There are many predictable, known things in this life but grief, alas, is not one of them.
The form it takes is as individual as the person grappling with it, a contrary beast that demands different things of different people, and which is never, ever left behind, though its impact and severity diminishes with time.
In The Friend by Sigrid Nunez, we are given a remarkably insightful, deeply-empathetic look deep into the slow and winding, and often unknowable process of grief, as a woman (no one is ever given names in the book) who functions as the observant narrator of the book, struggles to deal with the griefstricken aftermath of her close friend’s death to suicide.

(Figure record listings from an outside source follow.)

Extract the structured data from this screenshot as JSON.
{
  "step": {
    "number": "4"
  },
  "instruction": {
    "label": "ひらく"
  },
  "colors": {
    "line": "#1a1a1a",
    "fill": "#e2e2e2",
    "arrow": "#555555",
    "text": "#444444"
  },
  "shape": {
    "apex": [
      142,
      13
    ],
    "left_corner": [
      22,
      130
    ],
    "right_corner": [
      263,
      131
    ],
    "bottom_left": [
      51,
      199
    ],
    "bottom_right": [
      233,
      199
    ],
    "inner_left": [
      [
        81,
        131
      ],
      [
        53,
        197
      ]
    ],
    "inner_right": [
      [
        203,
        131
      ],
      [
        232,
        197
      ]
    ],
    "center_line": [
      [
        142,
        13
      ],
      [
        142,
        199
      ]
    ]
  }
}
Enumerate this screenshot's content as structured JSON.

The man, again no names, just genders, is a well-known writer and university lecturer who has lived a big “L” life, full of womanising, marriages and grand ideas, many of which now seem quaintly and yet almost dangerously out of date in our far more conservative age.

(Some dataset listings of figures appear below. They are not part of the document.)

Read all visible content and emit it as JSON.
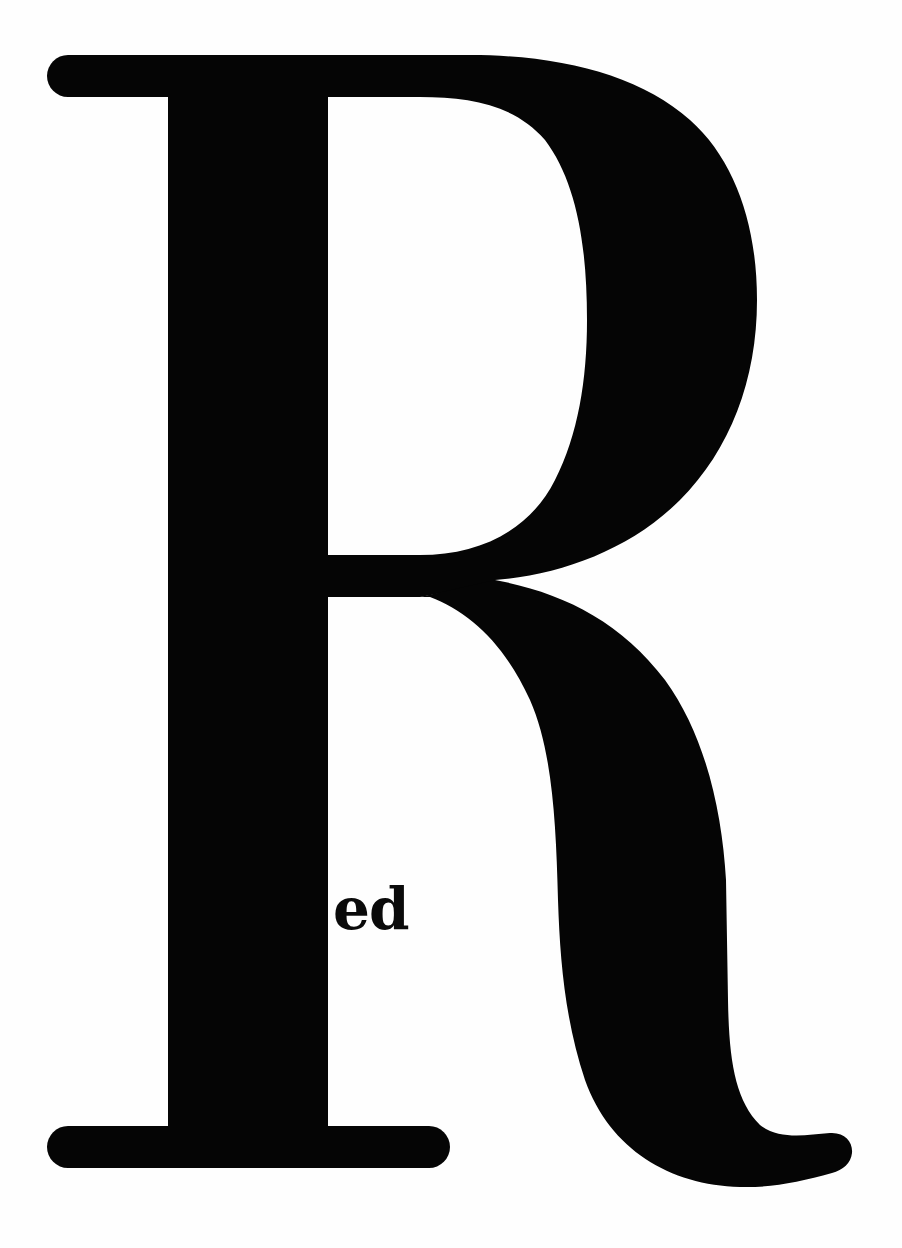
{
  "poster": {
    "big_letter": "R",
    "caption": "ed",
    "full_word": "Red",
    "colors": {
      "background": "#fefefe",
      "ink": "#050505"
    }
  }
}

“It’s not that I can’t say how I feel. It’s very simply. I miss you. I miss you every day. I miss you very much.” (P. 155)
As the narrator strives, often fruitlessly, to interpret or even justify a world in which her friend is gone, and many others are not – “Who are all these fucking people, and how is it fair, how is it even possible that all of them, these perfectly ordinary people should be alive?” – she feels obligated to take on the ageing Great Dane her friend owned, even though she lives in a small 500-square-foot apartment in New York City that expressly prohibits man’s best friend.
For reasons she can’t even explain, she knows she needs to look after the dog who is as lost and lonely in his own way as the woman, and what begins as an almost-necessary obligation, soon becomes a wonderful story of companionship and togetherness that helps to mend some of the pain she is feeling.
Unfortunately for the healing balm of this person-canine relationship, which some people around her suggest unkindly is incestuous and unhealthy – there is a reference to the writer J. R. Ackerley whose book My Dog Tulip talks about the love of his life relationship with his German Shepherd of sixteen years – Great Danes live short lives, only making it to six to eight years of age.
With the Great Dane perilously close to that age range, the woman faces the very real prospect of more grief following in the wake of the pain and loss she is currently experiencing.
In the midst of her healing and dread, for the two extremes become intertwined over the course of her time with her new companion, the woman ruminates on many of the absurdities of life that she is now forced to reflect on without her lifelong friend and mentor by her side.
A writer, as was her greatly-missed friend, she thinks often about the strange hues and facets of a career where creativity and snide undermining are often uncomfortable bedfellows.
The Friend is also then a rumination on the clarity that comes with loss, when so many things we accept as part of our existential furniture begin to look strange or ill-fitting or simply wrong.
No great epiphanies follow in the wake of her musing; rather the book collects them together so that they end up looking like a series of diary entries, each one quietly and simply remarking on some aspect of her, and by extension, her friend’s now-ceased life, that had hitherto gone unremarked upon.
“Whenever I’d go to a reading I couldn’t help feeling embarrassed for the author. I’d ask myself did I wish that was me up there, and the honest answer was hell no. And it wasn’t just me. You could feel it in the rest of the audience, that same discomfort. And I remember thinking, This is what Beaudelaire was talking about when he said that art was prostitution.” (P. 73)
At times, the book can feel a little remote and emotionally-distant, which is strange given how visceral and painfully real the experience of grief is made to feel, many times over.
The distance comes from the namelessness of the protagonist and of her now-dead friend whose lives feel very real and lived but who, because of their relative anonymity, feel, sometimes, as if they are just shadows of real people.
For the most part though, The Friend, which is beautifully and artfully-written while retaining an accessability and relatable humanity, inhabits grief in ways that will make anyone who has felt its dead hand almost recoil in quiet pain.
There is nothing loud or strident about the book; rather it takes its observances of the many ways grief affects man, and to some extent, beast, and invests them with the reflective mourningfulness of lived experience, acknowledging every step of the way that the process of grieving can seem quite odd and unusual to anyone on the outside looking in.
Even so, there is a universality to The Friend which means that even if you have never felt grief suck the life force out of your day-to-day life, you will relate to how it feels to have your world derailed, your sense of place and time in its soured and corrupted and to suddenly be unsure of the next step forward after a lifetime in which this felt like second nature.